Available data:
*** Block opens ***

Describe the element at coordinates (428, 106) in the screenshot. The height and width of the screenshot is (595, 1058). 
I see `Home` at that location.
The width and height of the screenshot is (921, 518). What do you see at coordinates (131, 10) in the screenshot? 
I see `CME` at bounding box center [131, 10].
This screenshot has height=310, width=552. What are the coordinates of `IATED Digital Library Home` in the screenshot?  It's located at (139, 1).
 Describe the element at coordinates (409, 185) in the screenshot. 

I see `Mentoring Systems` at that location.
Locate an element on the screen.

*** Block closes ***
*** Block opens ***

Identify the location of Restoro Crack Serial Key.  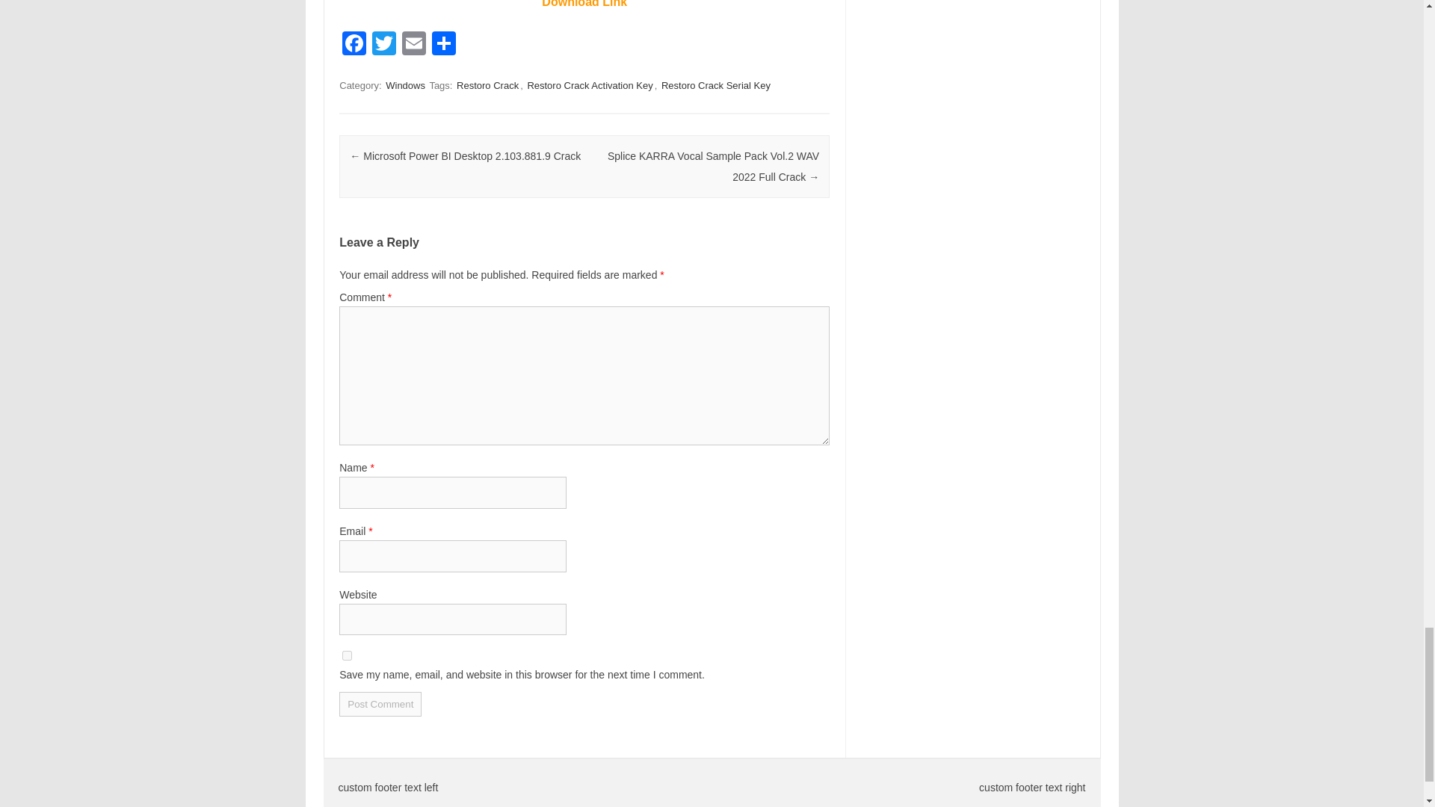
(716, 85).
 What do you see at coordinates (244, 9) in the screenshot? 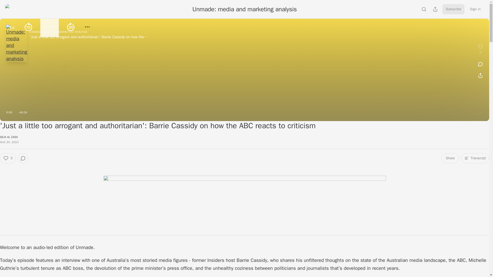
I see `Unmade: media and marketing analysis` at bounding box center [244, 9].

*** Block closes ***

Out of the material above, output word for word the line with "The width and", the line with "Locate an element on the screen.", and all lines between them, with nothing else.

The width and height of the screenshot is (921, 518). What do you see at coordinates (131, 10) in the screenshot? 
I see `CME` at bounding box center [131, 10].
This screenshot has height=310, width=552. What are the coordinates of `IATED Digital Library Home` in the screenshot?  It's located at (139, 1).
 Describe the element at coordinates (409, 185) in the screenshot. 

I see `Mentoring Systems` at that location.
Locate an element on the screen.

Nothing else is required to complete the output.